AI tools are commodity. The wrap is the value.

Every professional services firm I talk to has access to the same AI tools. Their CRM has AI. Their ERP has AI. Their project management tool has AI. Microsoft sells them Copilot. ChatGPT runs on every laptop in the building.

What’s rare isn’t the tool. What’s rare is leverage — measurable improvement in how work actually gets done.

The reason is structural. Every business process has the same shape: an input goes into a process, which produces an output. AI lives inside the process step. But a generic AI tool — Claude, GPT, Copilot, the AI button buried inside an ERP — is only half the puzzle. It’s powerful, but it doesn’t know the specific business, the specific process, the document types, the people, or what “good” looks like.

The other half of the puzzle is someone who owns the process. Someone who maps it, builds the system around the tool, runs it in production, and improves it over time.

Without that wrap, AI is a clever feature that doesn’t move the P&L.

What the wrap actually is

When I built AECFirmAI’s Title Commitment automation, the AI part was maybe 15% of the work. The other 85% was:

The AI does one specific thing in that pipeline: it reads the legal text of each exception and classifies it. That’s a job a model is good at. Everything around the model is engineering that has nothing to do with AI — and that engineering is what turns “we ran the document through GPT” into “we processed 41 exceptions in 17 minutes, work that used to take two days.”

That engineering is the wrap. The wrap is the value.

Why this matters for how you buy AI

If the tool is the value, you should be paying for tools. Pay your Copilot license, train your team, hope it sticks.

If the wrap is the value, you should be paying for the wrap. That looks different. You’re paying for someone to sit inside the work, map a specific process, build a system around the AI, and run it. The AI license is a line item inside that, not the thing you’re buying.

Per-seat pricing makes sense when the thing being sold is access to a tool. It makes no sense when the thing being sold is an operational outcome. You don’t pay per seat to have your accounting done — you pay for the work to be done.

So that’s how I price. Utilization, not seats. Pay for what the system produces. If it produces nothing, you pay nothing. If it produces a thousand outputs, you pay for that. Cost tracks value because the tool’s cost already does — and your bill should follow the same logic.

The test

If you’re evaluating an AI vendor or an internal AI initiative, here’s the question that cuts through the noise:

What part of this is the wrap, and who owns it?

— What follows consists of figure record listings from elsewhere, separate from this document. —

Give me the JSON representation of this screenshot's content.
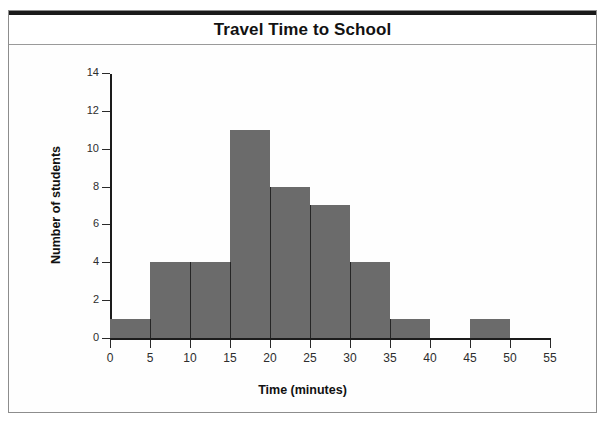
{
  "figure": {
    "title": "Travel Time to School",
    "background_color": "#ffffff",
    "frame_color": "#8d8d8d",
    "bar_color": "#6b6b6b",
    "axis_color": "#1c1c1c"
  },
  "chart_data": {
    "type": "bar",
    "title": "Travel Time to School",
    "xlabel": "Time (minutes)",
    "ylabel": "Number of students",
    "xlim": [
      0,
      55
    ],
    "ylim": [
      0,
      14
    ],
    "xtick_labels": [
      "0",
      "5",
      "10",
      "15",
      "20",
      "25",
      "30",
      "35",
      "40",
      "45",
      "50",
      "55"
    ],
    "xticks": [
      0,
      5,
      10,
      15,
      20,
      25,
      30,
      35,
      40,
      45,
      50,
      55
    ],
    "ytick_labels": [
      "0",
      "2",
      "4",
      "6",
      "8",
      "10",
      "12",
      "14"
    ],
    "yticks": [
      0,
      2,
      4,
      6,
      8,
      10,
      12,
      14
    ],
    "grid": false,
    "legend": null,
    "bin_width": 5,
    "bin_edges": [
      0,
      5,
      10,
      15,
      20,
      25,
      30,
      35,
      40,
      45,
      50,
      55
    ],
    "categories": [
      "0-5",
      "5-10",
      "10-15",
      "15-20",
      "20-25",
      "25-30",
      "30-35",
      "35-40",
      "40-45",
      "45-50",
      "50-55"
    ],
    "values": [
      1,
      4,
      4,
      11,
      8,
      7,
      4,
      1,
      0,
      1,
      0
    ],
    "bars": [
      {
        "label": "0-5",
        "start": 0,
        "end": 5,
        "value": 1
      },
      {
        "label": "5-10",
        "start": 5,
        "end": 10,
        "value": 4
      },
      {
        "label": "10-15",
        "start": 10,
        "end": 15,
        "value": 4
      },
      {
        "label": "15-20",
        "start": 15,
        "end": 20,
        "value": 11
      },
      {
        "label": "20-25",
        "start": 20,
        "end": 25,
        "value": 8
      },
      {
        "label": "25-30",
        "start": 25,
        "end": 30,
        "value": 7
      },
      {
        "label": "30-35",
        "start": 30,
        "end": 35,
        "value": 4
      },
      {
        "label": "35-40",
        "start": 35,
        "end": 40,
        "value": 1
      },
      {
        "label": "40-45",
        "start": 40,
        "end": 45,
        "value": 0
      },
      {
        "label": "45-50",
        "start": 45,
        "end": 50,
        "value": 1
      },
      {
        "label": "50-55",
        "start": 50,
        "end": 55,
        "value": 0
      }
    ]
  }
}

If the answer is “we’ll figure that out after we sign,” the leverage isn’t real yet. You’re buying a tool and hoping someone — probably you — will build the wrap.

If the answer is concrete — “the wrap is this specific process, this specific data flow, these specific integrations, and I own running it after we ship” — that’s the part that moves the P&L.

The tool is downstream. The wrap is the work.